In separate interviews, School Board President Gery Chico and Chief Executive Officer Paul Vallas sketched the key elements of a systemwide student achievement plan due out this month for review by the broader school community. Once the proposed plan is released, the board will conduct a series of public hearings, focus groups and workshops, according to Vallas.

STANDARDS At each grade level, there will be achievement standards in core subjects—language arts, math, science and social studies. The existing Chicago Learning Outcomes “may form the basis of this plan,” said Vallas. However, the outcomes, written as a joint project of the former board and the Chicago Teachers Union, are in for streamlining. “If you take a look at the outcomes, maybe 50 percent at best are articulable and able to be understood by a broad group of people,” said Chico. “I think we can write better standards that are agreed upon by the broader community and that we can get our arms around and actually get behind, school by school.”

“We’re not saying you can’t have thematic schools, can’t have bilingual schools, Afrocentric schools, performing arts schools,” Vallas stressed. “We’re not saying you can’t do creative things with your curriculum or add enhancements. But we are saying there are a number of things we expect to be taught.”

TESTS A new testing system will be devised to measure attainment of the new standards, and the Iowa Tests of Basic Skills likely will be phased out. “I don’t think the Iowa will disappear immediately,” said Vallas. As CATALYST went to press, no decision had been made about the precise kinds of tests or the frequency of testing. However, with the MacArthur Foundation involved, which Vallas confirmed, it’s a virtual certainty that eventually they will include more than multiple-choice tests of basic skills.

PROMOTION Students will be expected to attain the standards for their grade levels before being promoted each year. “I submit to you that some of the worst self-esteem problems I’ve ever seen are from moving kids ahead when they’re not ready for it,” Chico said. Test scores, grades and teachers’ evaluations will be used to determine readiness, he said.

Previous school administrations set promotion guidelines loosely tied to test scores, but schools could do as they pleased. Noting research showing that students who are held back are more likely to drop out of school than similar children who are promoted, many education advocates say it’s better to promote and then give extra help. The new administration is attempting to provide extra help up front—with tutoring and after-school programs—but it’s unclear whether there will be enough to meet the need. And experts in early childhood education say that young children develop at such different rates that, before 3rd grade, formal testing and promotion programs can do more harm than good.

SCHOOL IMPROVEMENT PLAN It, too, will be simplified and focused on student achievement. “I’ve never in my life been handed a 1,000-page book that meant anything to me, except the Bible,” said Chico, again adding that long documents are fine so long as they are clear, followed and yield results.

“We want to turn the SIP into a student achievement plan,” said Vallas. “We expect the plan to explain how curriculum, instruction, assessment and extra services, like after-school programs, all support achievement of the standards,” said Vallas.

ACCOUNTABILITY Vallas said the board would intervene, through the process of remediation or reconstitution, at schools that continually fail to perform, exert no effort to improve or fail to cooperate in plans to put the school on track. “I do not in any way mean to criticize our workforce,” he added. “We face challenges that many other districts throughout the state could not imagine facing. I won’t evaluate us vis à vis the suburbs. I want to evaluate us against ourselves.”

As for the 149 schools currently on an educational “watch list” for having exceptionally low test scores, Vallas said about 50 are showing significant improvement, about 50 are “kinda there,” and about 50 are still declining. “We’re going to be focusing on the 50 that are not making progress,” he said. “We don’t want to dictate; we want to help.”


◆ **What is being asked**:
Lines that contain "curve": how many are there in the listing below? Answer with a number and nothing more.

=== Data extracts ===

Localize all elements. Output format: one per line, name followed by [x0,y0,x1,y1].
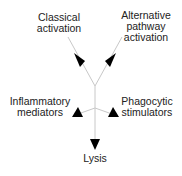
inflammatory-mediators-label: Inflammatory mediators [8,96,72,118]
classical-activation-label: Classical activation [33,12,85,34]
connector-lines [68,37,122,148]
phagocytic-stimulators-label: Phagocytic stimulators [118,96,176,118]
alternative-pathway-label: Alternative pathway activation [118,10,174,43]
inflammatory-arrowhead-icon [72,107,83,117]
lysis-arrowhead-icon [90,139,100,150]
phagocytic-line [95,108,112,114]
lysis-label: Lysis [80,153,110,164]
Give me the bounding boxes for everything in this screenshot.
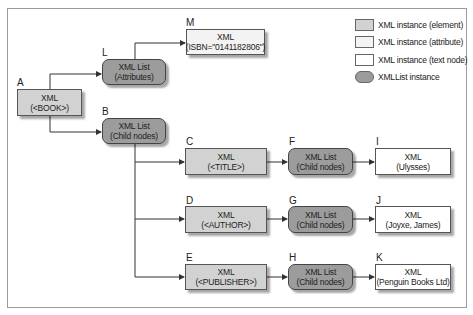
node-j-author-text: XML (Joyxe, James): [375, 206, 451, 233]
node-i-ulysses-text: XML (Ulysses): [375, 148, 451, 175]
node-c-letter: C: [186, 137, 193, 147]
node-l-line1: XML List: [118, 62, 149, 72]
node-m-isbn-attribute: XML (ISBN="0141182806"): [186, 29, 265, 55]
node-l-attributes-list: XML List (Attributes): [102, 59, 166, 85]
node-b-child-nodes-list: XML List (Child nodes): [102, 118, 166, 144]
node-h-letter: H: [289, 253, 296, 263]
node-g-line1: XML List: [305, 210, 336, 220]
node-f-line1: XML List: [305, 152, 336, 162]
legend-label-text-node: XML instance (text node): [378, 54, 467, 66]
node-e-letter: E: [186, 253, 193, 263]
node-h-line2: (Child nodes): [297, 277, 345, 287]
node-k-line2: (Penguin Books Ltd): [376, 277, 449, 287]
node-a-book-element: XML (<BOOK>): [17, 89, 82, 116]
node-j-line1: XML: [405, 210, 422, 220]
node-a-letter: A: [17, 78, 24, 88]
node-h-child-nodes-list: XML List (Child nodes): [288, 264, 353, 290]
node-m-letter: M: [186, 18, 194, 28]
node-e-publisher-element: XML (<PUBLISHER>): [185, 264, 267, 290]
node-d-line1: XML: [218, 210, 235, 220]
node-h-line1: XML List: [305, 267, 336, 277]
node-l-letter: L: [102, 48, 108, 58]
legend-swatch-text-node: [355, 54, 374, 66]
legend-label-attribute: XML instance (attribute): [378, 36, 463, 48]
node-l-line2: (Attributes): [114, 72, 153, 82]
node-c-title-element: XML (<TITLE>): [185, 148, 267, 175]
node-a-line2: (<BOOK>): [30, 103, 69, 113]
node-e-line1: XML: [218, 267, 235, 277]
node-e-line2: (<PUBLISHER>): [195, 277, 256, 287]
legend-label-element: XML instance (element): [378, 19, 463, 31]
node-j-line2: (Joyxe, James): [386, 220, 441, 230]
node-m-line2: (ISBN="0141182806"): [186, 42, 265, 52]
node-f-line2: (Child nodes): [297, 162, 345, 172]
legend-swatch-attribute: [355, 36, 374, 48]
node-d-line2: (<AUTHOR>): [201, 220, 250, 230]
node-c-line2: (<TITLE>): [208, 162, 245, 172]
node-b-line2: (Child nodes): [110, 131, 158, 141]
node-g-child-nodes-list: XML List (Child nodes): [288, 206, 353, 233]
legend-label-xmllist: XMLList instance: [378, 71, 440, 83]
node-k-line1: XML: [405, 267, 422, 277]
node-a-line1: XML: [41, 93, 58, 103]
node-d-author-element: XML (<AUTHOR>): [185, 206, 267, 233]
node-k-publisher-text: XML (Penguin Books Ltd): [375, 264, 451, 290]
node-i-letter: I: [376, 137, 379, 147]
node-g-letter: G: [289, 196, 297, 206]
legend-swatch-element: [355, 19, 374, 31]
node-c-line1: XML: [218, 152, 235, 162]
node-k-letter: K: [376, 253, 383, 263]
node-d-letter: D: [186, 196, 193, 206]
legend-swatch-xmllist: [355, 71, 374, 83]
node-f-child-nodes-list: XML List (Child nodes): [288, 148, 353, 175]
node-i-line1: XML: [405, 152, 422, 162]
node-i-line2: (Ulysses): [396, 162, 430, 172]
node-b-letter: B: [102, 107, 109, 117]
node-g-line2: (Child nodes): [297, 220, 345, 230]
node-b-line1: XML List: [118, 121, 149, 131]
node-f-letter: F: [289, 137, 295, 147]
node-j-letter: J: [376, 196, 381, 206]
node-m-line1: XML: [217, 32, 234, 42]
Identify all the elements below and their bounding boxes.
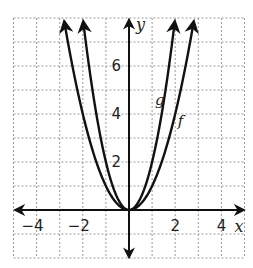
y-tick-label: 2 (111, 153, 121, 171)
curve-label-f: f (177, 112, 186, 130)
x-axis-label: x (234, 217, 243, 236)
x-tick-label: −4 (22, 217, 44, 235)
y-tick-label: 4 (111, 105, 121, 123)
parabola-graph: −4−224246 x y g f (0, 0, 253, 268)
x-tick-label: −2 (68, 217, 90, 235)
x-tick-label: 4 (217, 217, 227, 235)
y-axis-label: y (135, 15, 146, 34)
x-tick-label: 2 (170, 217, 180, 235)
y-tick-label: 6 (111, 57, 121, 75)
curve-label-g: g (155, 91, 165, 109)
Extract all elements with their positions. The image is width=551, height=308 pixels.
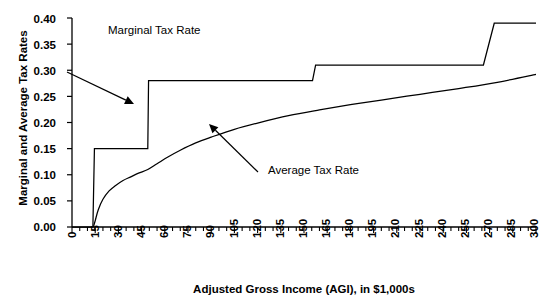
y-tick-label-0.35: 0.35 [22,39,56,51]
x-tick-label-210: 210 [389,219,401,238]
x-tick-label-60: 60 [158,225,170,238]
y-tick-label-0.10: 0.10 [22,169,56,181]
x-tick-label-15: 15 [89,225,101,238]
y-tick-label-0.20: 0.20 [22,117,56,129]
x-tick-label-165: 165 [320,219,332,238]
x-tick-label-135: 135 [274,219,286,238]
x-tick-label-180: 180 [343,219,355,238]
y-tick-label-0.40: 0.40 [22,13,56,25]
average-tax-rate-annotation-label: Average Tax Rate [268,164,359,176]
x-tick-label-0: 0 [66,232,78,238]
y-tick-label-0.05: 0.05 [22,195,56,207]
marginal-tax-rate-line [72,23,536,227]
annotation-arrows [67,72,258,172]
x-tick-label-30: 30 [112,225,124,238]
y-tick-label-0.15: 0.15 [22,143,56,155]
x-tick-label-105: 105 [228,219,240,238]
x-tick-label-285: 285 [505,219,517,238]
x-tick-label-300: 300 [528,219,540,238]
y-tick-marks [67,18,72,227]
x-tick-label-195: 195 [366,219,378,238]
plot-svg [0,0,551,308]
average-tax-rate-line [93,74,536,227]
x-tick-label-255: 255 [459,219,471,238]
x-tick-label-150: 150 [297,219,309,238]
x-tick-label-240: 240 [436,219,448,238]
axes-group [67,18,536,233]
x-tick-label-225: 225 [413,219,425,238]
tax-rate-chart: Marginal and Average Tax Rates Adjusted … [0,0,551,308]
y-tick-label-0.25: 0.25 [22,91,56,103]
x-tick-label-45: 45 [135,225,147,238]
marginal-tax-rate-annotation-label: Marginal Tax Rate [108,24,200,36]
y-tick-label-0.00: 0.00 [22,221,56,233]
x-tick-label-75: 75 [181,225,193,238]
x-tick-label-270: 270 [482,219,494,238]
x-tick-label-90: 90 [204,225,216,238]
x-tick-label-120: 120 [251,219,263,238]
x-axis-label: Adjusted Gross Income (AGI), in $1,000s [72,283,536,295]
y-tick-label-0.30: 0.30 [22,65,56,77]
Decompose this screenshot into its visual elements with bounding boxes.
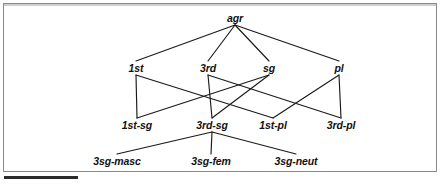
bottom-rule — [4, 176, 78, 179]
node-agr: agr — [227, 13, 243, 24]
node-3sg-masc: 3sg-masc — [93, 156, 141, 167]
node-3sg-neut: 3sg-neut — [275, 156, 318, 167]
node-sg: sg — [263, 63, 275, 74]
node-3rd-pl: 3rd-pl — [327, 120, 356, 131]
node-1st: 1st — [129, 63, 144, 74]
node-pl: pl — [334, 63, 343, 74]
figure-frame — [3, 3, 437, 172]
node-1st-sg: 1st-sg — [122, 120, 152, 131]
node-3rd: 3rd — [200, 63, 216, 74]
node-3sg-fem: 3sg-fem — [191, 156, 231, 167]
node-1st-pl: 1st-pl — [259, 120, 286, 131]
frame-top-shade — [4, 4, 436, 6]
node-3rd-sg: 3rd-sg — [196, 120, 228, 131]
figure-canvas: agr1st3rdsgpl1st-sg3rd-sg1st-pl3rd-pl3sg… — [0, 0, 445, 185]
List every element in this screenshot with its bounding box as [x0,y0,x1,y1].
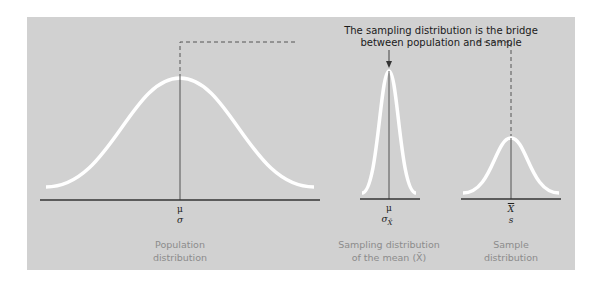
sample-xbar-symbol: X [508,204,514,214]
population-caption-line-2: distribution [130,251,230,264]
population-mu-label: μ [165,204,195,215]
sampling-caption-line-2: of the mean (X̄) [334,251,444,264]
title-line-1: The sampling distribution is the bridge [296,25,586,37]
sample-xbar-label: X [496,204,526,215]
sample-caption-line-1: Sample [471,238,551,251]
population-sigma-label: σ [165,215,195,226]
bridge-title: The sampling distribution is the bridge … [296,25,586,49]
sample-caption: Sample distribution [471,238,551,264]
sampling-sigma-label: σX̄ [372,214,402,229]
bridge-arrow-head [386,61,392,68]
sampling-caption-line-1: Sampling distribution [334,238,444,251]
bridge-dashed-right [477,42,511,136]
sample-caption-line-2: distribution [471,251,551,264]
sampling-sigma-subscript: X̄ [388,219,393,227]
population-caption-line-1: Population [130,238,230,251]
sample-s-label: s [496,215,526,226]
bridge-dashed-left [180,42,298,78]
population-caption: Population distribution [130,238,230,264]
sampling-caption: Sampling distribution of the mean (X̄) [334,238,444,264]
title-line-2: between population and sample [296,37,586,49]
sampling-mu-label: μ [374,203,404,214]
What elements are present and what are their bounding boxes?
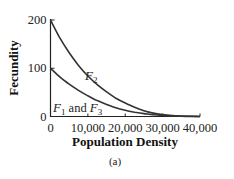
y-axis-title: Fecundity: [6, 40, 21, 96]
x-tick-label: 10,000: [71, 121, 105, 135]
y-tick-label: 0: [40, 110, 46, 124]
figure-caption: (a): [109, 155, 122, 168]
fecundity-chart: 0100200 010,00020,00030,00040,000 F2 F1 …: [0, 0, 234, 179]
curve-label-f1-and-f3: F1 and F3: [52, 100, 103, 117]
x-tick-label: 20,000: [108, 121, 142, 135]
x-tick-label: 30,000: [145, 121, 179, 135]
x-tick-label: 0: [47, 121, 53, 135]
x-tick-label: 40,000: [183, 121, 217, 135]
curve-label-f2: F2: [84, 68, 97, 85]
y-tick-label: 200: [28, 13, 47, 27]
x-axis-title: Population Density: [72, 134, 178, 149]
y-tick-label: 100: [28, 61, 47, 75]
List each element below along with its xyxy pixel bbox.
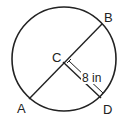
circle bbox=[12, 7, 116, 111]
point-label-c: C bbox=[52, 50, 61, 65]
circle-diagram: 8 in B C A D bbox=[0, 0, 123, 121]
point-label-d: D bbox=[103, 102, 112, 117]
point-label-b: B bbox=[104, 10, 113, 25]
measurement-label: 8 in bbox=[82, 71, 101, 85]
point-label-a: A bbox=[17, 101, 26, 116]
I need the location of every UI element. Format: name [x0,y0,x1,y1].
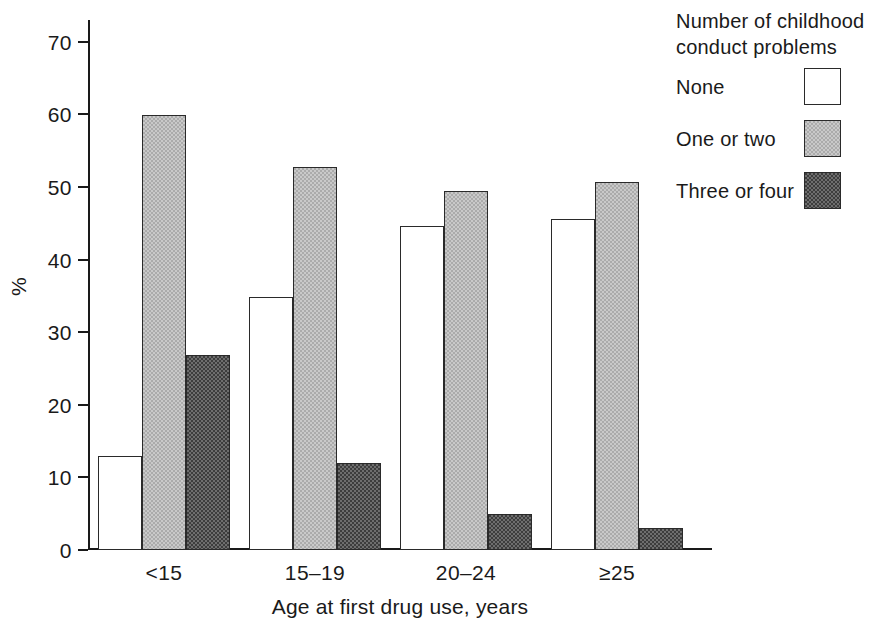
bar-15-none [98,456,142,550]
bar-15-one-or-two [142,115,186,550]
legend-swatch-white-square [804,68,841,105]
x-axis-tick-label: 20–24 [406,562,526,583]
x-axis-title: Age at first drug use, years [88,596,712,617]
y-axis-title: % [8,277,29,296]
bars-layer [88,20,712,550]
y-axis-tick [78,113,88,115]
y-axis-tick-label: 30 [12,322,72,343]
legend-entry-label: One or two [676,128,776,150]
y-axis-tick-label: 0 [12,540,72,561]
legend: Number of childhood conduct problems Non… [676,8,871,216]
y-axis-tick [78,549,88,551]
x-axis-tick-label: ≥25 [557,562,677,583]
legend-entry: None [676,66,871,112]
y-axis-tick-label: 20 [12,395,72,416]
bar-25-none [551,219,595,550]
bar-2024-three-or-four [488,514,532,550]
y-axis-tick [78,476,88,478]
bar-15-three-or-four [186,355,230,550]
legend-entry: Three or four [676,170,871,216]
bar-1519-none [249,297,293,550]
y-axis-tick-label: 70 [12,32,72,53]
x-axis-tick-label: 15–19 [255,562,375,583]
y-axis-tick [78,331,88,333]
bar-25-one-or-two [595,182,639,550]
legend-title-line-2: conduct problems [676,34,871,60]
x-axis-tick-label: <15 [104,562,224,583]
y-axis-tick [78,41,88,43]
y-axis-tick-label: 60 [12,104,72,125]
y-axis-tick-label: 40 [12,250,72,271]
bar-25-three-or-four [639,528,683,550]
legend-entry: One or two [676,118,871,164]
legend-swatch-light-gray-square [804,120,841,157]
legend-entry-label: Three or four [676,180,794,202]
bar-1519-one-or-two [293,167,337,550]
bar-2024-one-or-two [444,191,488,550]
legend-title-line-1: Number of childhood [676,8,871,34]
bar-1519-three-or-four [337,463,381,550]
y-axis-tick [78,404,88,406]
y-axis-tick [78,186,88,188]
legend-entries: NoneOne or twoThree or four [676,66,871,216]
y-axis-tick [78,259,88,261]
bar-2024-none [400,226,444,550]
bar-chart-figure: 010203040506070 % <1515–1920–24≥25 Age a… [0,0,871,618]
y-axis-tick-label: 10 [12,467,72,488]
legend-swatch-dark-gray-square [804,172,841,209]
y-axis-tick-label: 50 [12,177,72,198]
legend-entry-label: None [676,76,725,98]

===

◆ **Completed task**:
4